720, 1080, Coax Cable.

This has been bothering me for a few years now. It just popped back into my head today because we rearranged the living room so I got to take a few hours to disassemble and then reassemble an LCD TV, HD Receiver / DVR, 5.1 Audio receiver, Xbox 360, PS3, PS2, Wii, cable modem, and a wireless router.

Needless to say, I was ankle deep in cables and cords for quite a while, and it got me thinking again. . .

Now, I remember when I was a kid, everything hooked up to everything else with a regular old coax cable. Stick it in, screw it on, done. Coax gave way to composite, and for a while S-Video provided the best picture quality money could buy. Trouble is, you now had 2 or 3 cords because your audio and video streams were on separate pieces of wire.
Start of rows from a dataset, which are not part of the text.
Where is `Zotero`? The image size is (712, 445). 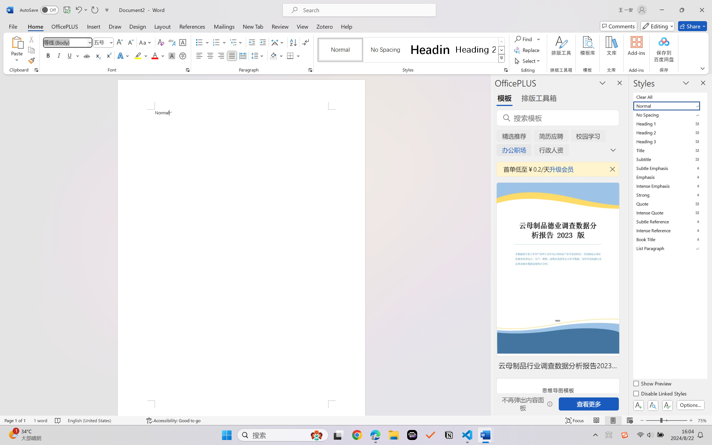
Zotero is located at coordinates (324, 26).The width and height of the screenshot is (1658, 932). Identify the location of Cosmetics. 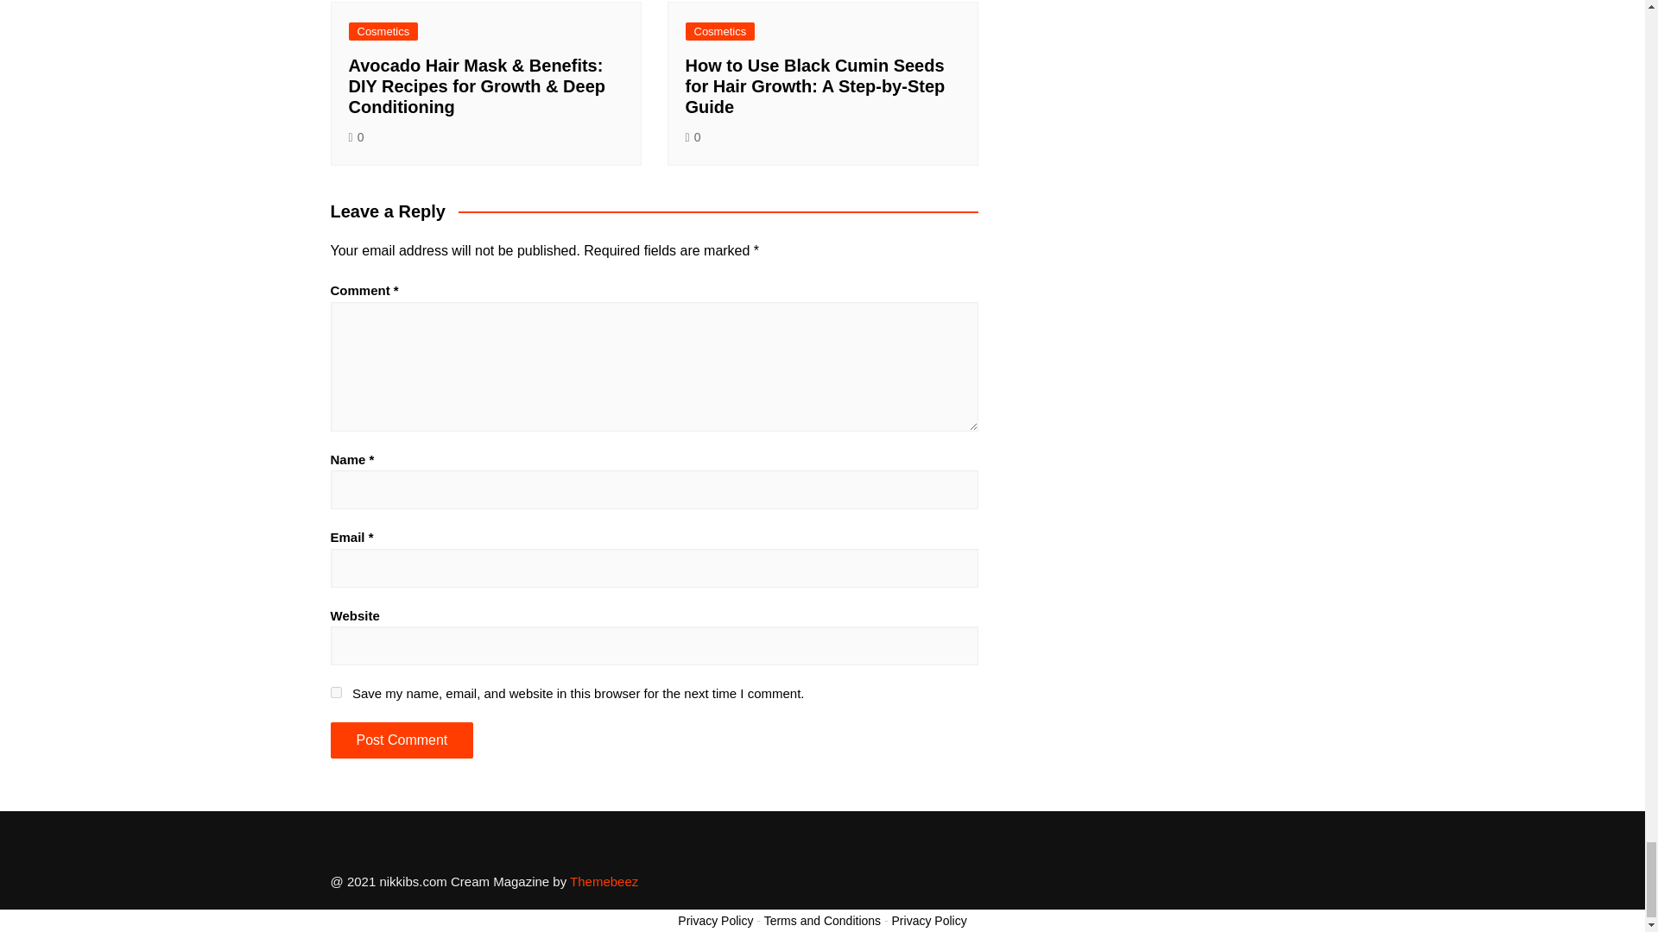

Well then this newfangled "720i and 480p" tech came along and people started installing speakers all over their dang living rooms, and suddenly, those old cables just couldn't cut it, they couldn't physically pipe enough information from one end to the other fast enough to do the job. So then Component cables became necessary, but a computer's VGA cables were better. After all, computer monitors had much higher resolution than any TV. And for audio you now had 6 channels of sound blazing through one of two SPDIF cables; an optical version, or an electric version that oddly enough, was called a coax cable.

720i turned into 720p and 1080 was hot on it's heels and analog Component cables gave way to digital HDMI and even the computer saw it's signals digitized as VGA turned into DVI which was also replaced by HDMI. And the best thing about HDMI? It married Audio and Video back into the same cable! 1 cable providing full 1920x1080 resolution images anywhere from 60 to 120 times per second ALONG WITH up to 9 individual channels of crisp, clear, digital audio. AMAZING!!

Now, my question:

Today I get 300 channels, 85 of them in HD complete with 5.1 audio; and I can actually receive to view or record not one but TWO of these channels at the same time. Not only that, but I've got internet service that can download half hour long HD clips of quality big-boy movies in less time than my 56k of 15 years ago could even have hoped to take in an 800x600 picture of the same quality entertainment.

Someone please explain to me how, with sooooooo many technological upgrades over the years, with devices that require sooooooooo much more information to be shuttled about sooooooo much more quickly than back in 1984. . . .

. . . . .all of this is pumped into my house through a single "put it in, screw it on" coax cable from the dark ages?!?!

I have NEVER been able to figure that out.